A new, much-ballyhooed study showing that the most avid consumers of organic food had fewer cancers than those who never eat such products illustrates the difficulty of establishing cause and effect when evaluating diet and health. It is effectively impossible to prove beyond a doubt in a laboratory that any given food reduces the risk of developing an illness as complex as cancer.
"Diet is complex," Nigel Brockton, the director of research at the American Institute for Cancer Research (AICR), told AFP. Researchers, like the French team behind Monday's study, must then follow a large test group and wait for cancers to develop in some of the subjects.
They then hope that after the fact, they can isolate a specific behavior among all those who are sick that made the difference. Thousands of studies on diet and illness have been conducted for decades. Even the findings of the largest are sometimes disputed, like one in 2013 that purportedly showed the sweeping benefits of the so-called Mediterranean diet in combatting heart ailments.
That study was retracted from the prestigious New England Journal of Medicine earlier this year over criticism of the methods used. Only one major study on the nexus between organic food and cancer had been carried out before the latest effort published in the Journal of the American Medical Association (JAMA) Internal Medicine.
That 2014 research, known as the Million Women Study, used a test group of 600,000 British women. It found no overall difference in cancer risk between those who ate organic food and those who didn't. It only found that organic food lovers had a reduced risk of developing non-Hodgkin's lymphoma. So then, how does one approach the new study by the French team? It is certainly more detailed than the Million Women Study, though it looked at 69,000 women - roughly 10 percent of the sample size.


**Problem requirements:**
Read through the records. Copy each line that has the word "squared".

Figure content listings:

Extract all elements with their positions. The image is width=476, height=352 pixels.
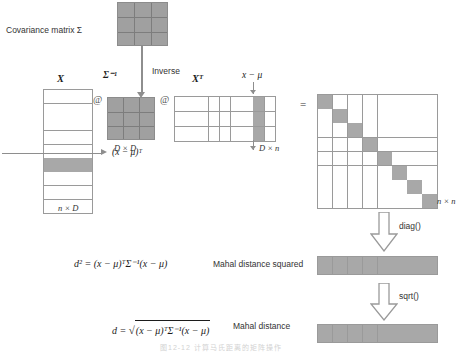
matrix-cell <box>76 104 92 117</box>
matrix-cell <box>265 127 276 141</box>
matrix-cell <box>231 112 242 126</box>
matrix-cell-filled <box>318 257 332 274</box>
sigma-inverse-label: Σ⁻¹ <box>103 69 117 80</box>
diag-label: diag() <box>399 221 421 231</box>
matrix-cell-filled <box>348 123 362 137</box>
matrix-cell <box>333 180 347 194</box>
matrix-cell <box>60 145 76 158</box>
X-matrix-label: X <box>57 73 64 84</box>
matrix-cell <box>348 109 362 123</box>
matrix-cell <box>209 127 220 141</box>
matrix-cell-filled <box>60 158 76 171</box>
matrix-cell <box>363 180 377 194</box>
matrix-cell <box>318 123 332 137</box>
matrix-cell <box>44 90 60 103</box>
covariance-matrix-label: Covariance matrix Σ <box>6 25 82 35</box>
matrix-cell <box>392 152 406 166</box>
matrix-cell <box>392 180 406 194</box>
matrix-cell <box>378 138 392 152</box>
matrix-cell <box>422 123 436 137</box>
matrix-cell <box>186 97 197 111</box>
matrix-cell <box>60 172 76 185</box>
matrix-cell <box>209 112 220 126</box>
inverse-label: Inverse <box>152 66 180 76</box>
matmul-symbol-2: @ <box>160 94 169 105</box>
matrix-cell <box>175 97 186 111</box>
matrix-cell <box>422 138 436 152</box>
matrix-cell-filled <box>318 325 332 342</box>
matrix-cell <box>265 97 276 111</box>
matrix-cell-filled <box>378 325 392 342</box>
matrix-cell <box>348 194 362 208</box>
matrix-cell <box>44 145 60 158</box>
matrix-cell <box>242 127 253 141</box>
matrix-cell <box>333 95 347 109</box>
matrix-cell <box>363 166 377 180</box>
matrix-cell-filled <box>363 138 377 152</box>
matrix-cell <box>318 152 332 166</box>
matrix-cell <box>197 112 208 126</box>
Dxn-arrow-head <box>250 146 256 150</box>
matrix-cell <box>44 186 60 199</box>
matrix-cell <box>44 104 60 117</box>
matrix-cell <box>378 180 392 194</box>
matrix-cell <box>348 95 362 109</box>
XT-matrix-dims: D × n <box>259 143 279 153</box>
matrix-cell <box>44 131 60 144</box>
matrix-cell <box>333 123 347 137</box>
matrix-cell <box>76 131 92 144</box>
matrix-cell <box>407 95 421 109</box>
inverse-arrow-shaft <box>141 46 143 94</box>
matrix-cell <box>175 127 186 141</box>
matrix-cell <box>348 166 362 180</box>
matrix-cell <box>76 90 92 103</box>
matrix-cell-filled <box>253 97 264 111</box>
matrix-cell <box>407 194 421 208</box>
d-formula: d = √(x − μ)ᵀΣ⁻¹(x − μ) <box>112 320 210 338</box>
matrix-cell <box>60 131 76 144</box>
result-nxn-matrix <box>317 94 438 209</box>
matrix-cell-filled <box>407 325 421 342</box>
matrix-cell <box>186 112 197 126</box>
matrix-cell <box>333 138 347 152</box>
matrix-cell-filled <box>76 158 92 171</box>
matrix-cell <box>407 166 421 180</box>
matrix-cell <box>407 109 421 123</box>
matrix-cell <box>220 112 231 126</box>
matrix-cell <box>348 180 362 194</box>
matrix-cell <box>378 109 392 123</box>
matrix-cell <box>231 127 242 141</box>
matrix-cell-filled <box>378 152 392 166</box>
matrix-cell <box>76 117 92 130</box>
sample-row-arrow-shaft <box>2 153 102 154</box>
matrix-cell-filled <box>44 158 60 171</box>
matrix-cell <box>392 109 406 123</box>
d-formula-prefix: d = <box>112 325 129 336</box>
matrix-cell <box>392 95 406 109</box>
matrix-cell <box>422 152 436 166</box>
matmul-symbol-1: @ <box>93 94 102 105</box>
figure-caption: 图12-12 计算马氏距离的矩阵操作 <box>160 342 282 352</box>
matrix-cell-filled <box>392 257 406 274</box>
matrix-cell <box>231 97 242 111</box>
matrix-cell <box>318 109 332 123</box>
diag-vector <box>317 256 438 275</box>
matrix-cell <box>197 127 208 141</box>
matrix-cell <box>392 123 406 137</box>
matrix-cell <box>220 127 231 141</box>
matrix-cell <box>422 95 436 109</box>
matrix-cell <box>363 95 377 109</box>
matrix-cell <box>318 138 332 152</box>
matrix-cell-filled <box>392 166 406 180</box>
matrix-cell-filled <box>348 257 362 274</box>
matrix-cell <box>197 97 208 111</box>
mahal-squared-caption: Mahal distance squared <box>213 259 303 269</box>
d-formula-radicand-wrap: (x − μ)ᵀΣ⁻¹(x − μ) <box>135 320 211 338</box>
matrix-cell-filled <box>378 257 392 274</box>
matrix-cell <box>407 138 421 152</box>
matrix-cell <box>242 112 253 126</box>
d-squared-formula: d² = (x − μ)ᵀΣ⁻¹(x − μ) <box>74 258 167 269</box>
matrix-cell <box>318 194 332 208</box>
matrix-cell <box>186 127 197 141</box>
matrix-cell <box>60 186 76 199</box>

**Exercise solution:**
mahal-squared-caption: Mahal distance squared <box>213 259 303 269</box>
d-squared-formula: d² = (x − μ)ᵀΣ⁻¹(x − μ) <box>74 258 167 269</box>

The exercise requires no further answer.